Secret Network is excited to announce our integration into Babylon testnet! Babylon combines two popular consensus mechanisms: Bitcoin’s Proof-of-Work (PoW), and Cosmos SDK’s Proof-of-Stake (POS), to get the best of both worlds.
PoW or PoS? Why not both?
As blockchains have gained popularity, two consensus mechanisms have risen above the rest. Bitcoin’s revolutionary Proof-of-Work protocol created the standard in decentralized security yet left users wanting a more efficient, streamlined network that created blocks faster.
One of the strategies used to improve this problem was forgoing Proof-of-Work in favor of Proof-of-Stake, a more efficient and streamlined consensus mechanism where invested stakers take turns forming blocks.
This replaced the random, energy-consuming PoW in favor of a representative network where users would delegate voting power to a validator that would form blocks. The tradeoff? Less security for increased efficiency.
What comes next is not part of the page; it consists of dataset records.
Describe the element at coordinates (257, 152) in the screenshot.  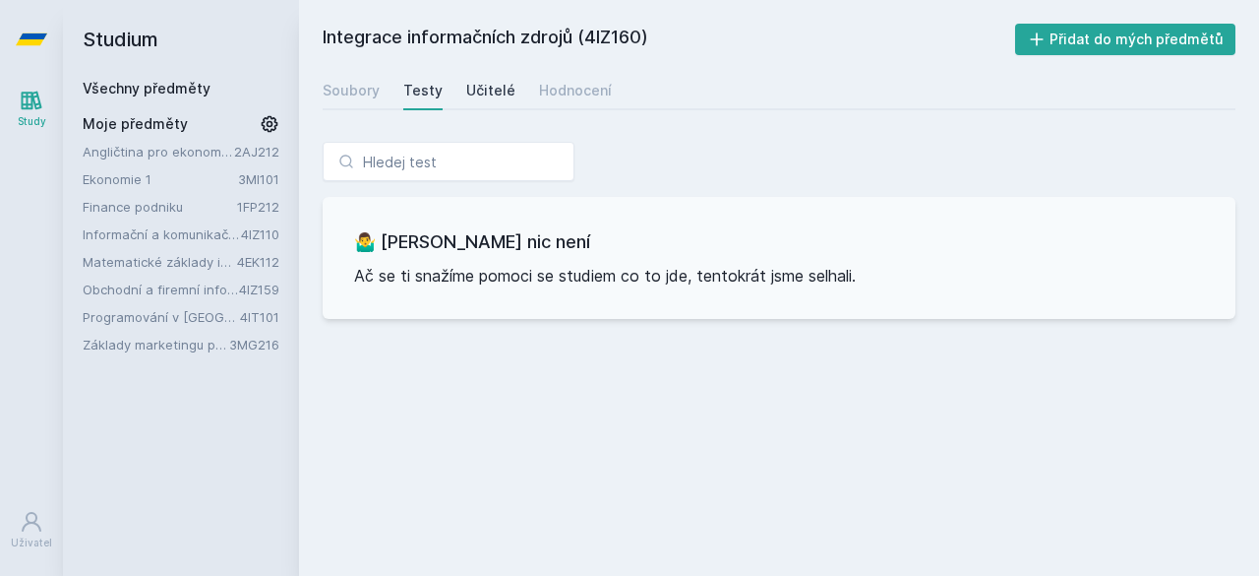
I see `a: 2AJ212` at that location.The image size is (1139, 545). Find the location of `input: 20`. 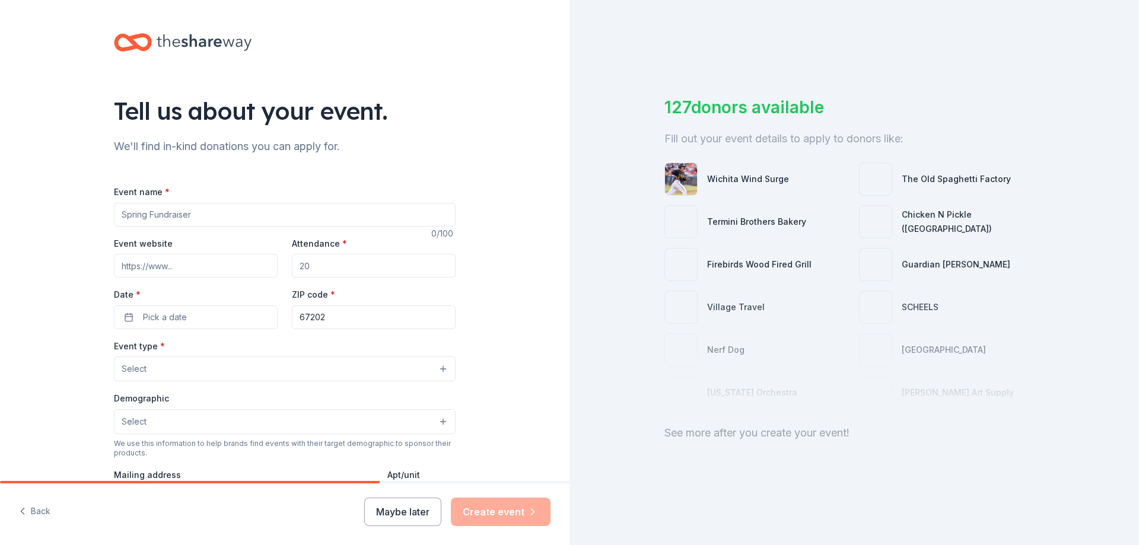

input: 20 is located at coordinates (374, 266).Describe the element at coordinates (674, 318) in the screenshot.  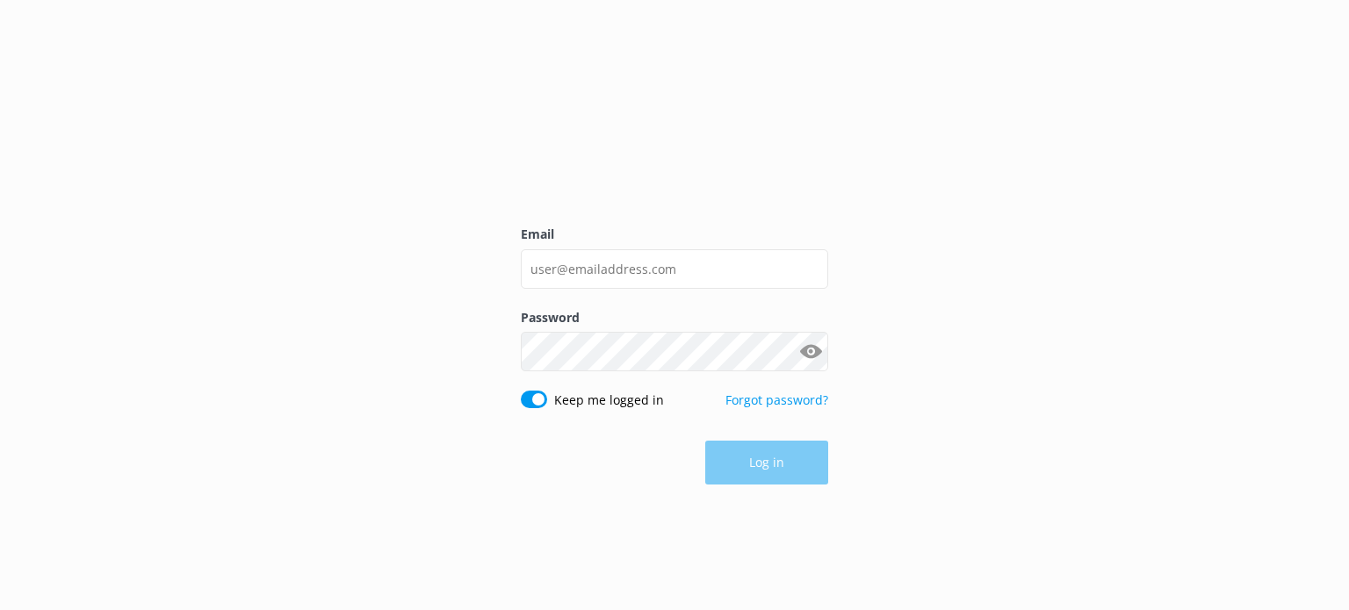
I see `label: Password` at that location.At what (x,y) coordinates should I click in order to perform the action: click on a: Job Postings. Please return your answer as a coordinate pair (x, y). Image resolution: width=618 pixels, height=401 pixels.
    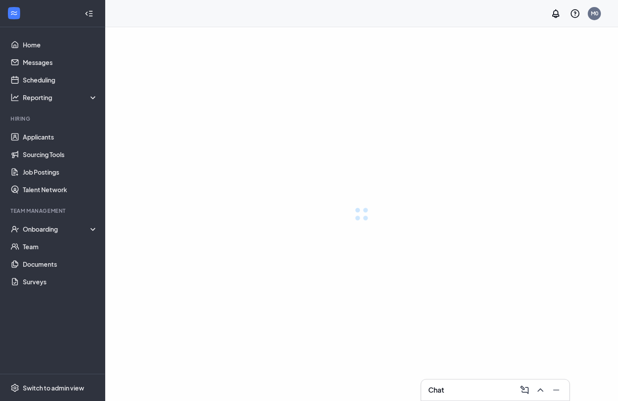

PoS leaves more attack vectors, including a Stake Reuse Attack. In this attack, a malicious validator reuses its stake by strategically unstaking from the main chain and creating a separate attack chain through a temporary fork.
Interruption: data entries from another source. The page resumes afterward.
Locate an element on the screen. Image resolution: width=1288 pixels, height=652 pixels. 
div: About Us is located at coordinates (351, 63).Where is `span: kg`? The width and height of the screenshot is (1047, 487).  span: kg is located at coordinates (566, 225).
But what if PoW’s timestamped verification could be incorporated into an existing chain? This is where Babylon Chain comes in! They’re taking the best of both consensus mechanisms by using both in concert, giving efficient PoS chains Bitcoin PoW’s premier security.
Babylon has pulled the best security characteristics from the Bitcoin Blockchain and is incorporating them into native, more efficient PoS chains. So let’s take a deep dive to learn how Babylon functions.
How it works
The best way to stop a stake reuse attack is to establish a social consensus or an agreement on the chain’s current state, ensuring that an attack chain can’t be created. There are multiple ways to achieve social consensus, and many protocols use a staking lock-up period. It takes 21 days for SCRT to unstake, ensuring there will be definitive on-chain consensus before restaking.
A 21-day wait to use or restake isn’t ideal. So what if they’re was a way to establish social consensus quickly?
Using an external chain’s PoW to timestamp PoS blocks, establishing social consensus in just a matter of hours instead of weeks. The PoW-generated timestamp can act as a way to establish social consensus by establishing agreement on the state of the chain.
So why isn’t every PoS chain running to Bitcoin for PoW proofs to establish chain consensus?
Bitcoin’s traditionally low throughput comes with related scalability issues, significantly compromising efficiency and consistency. Mass adoption of this technique would render it ineffective.
And this is the exact problem that Babylon solves! Babylon is a timestamp aggregation service for multiple PoS chains. Instead of multiple PoS chains turning to Bitcoin separately for a timestamped proof, Babylon Chain collectively submits multiple PoS requests for a Bitcoin proof in one transaction, limiting the strain on Bitcoin’s network.
Since only one transaction is submitted for multiple PoS chains, Babylon Chain’s impact on the Bitcoin network is minimal.
Babylon’s protocol combines Proof-of-Stake’s energy efficiency and speed with Bitcoin’s premier security powered by Proof-of-Work, taking the best from each consensus mechanism.
Want to learn more about Babylon integrating with Secret Network? Check out Babylon’s announcement blog:
Keep an eye out for future updates on this integration, as Babylon gets closer to its mainnet launch!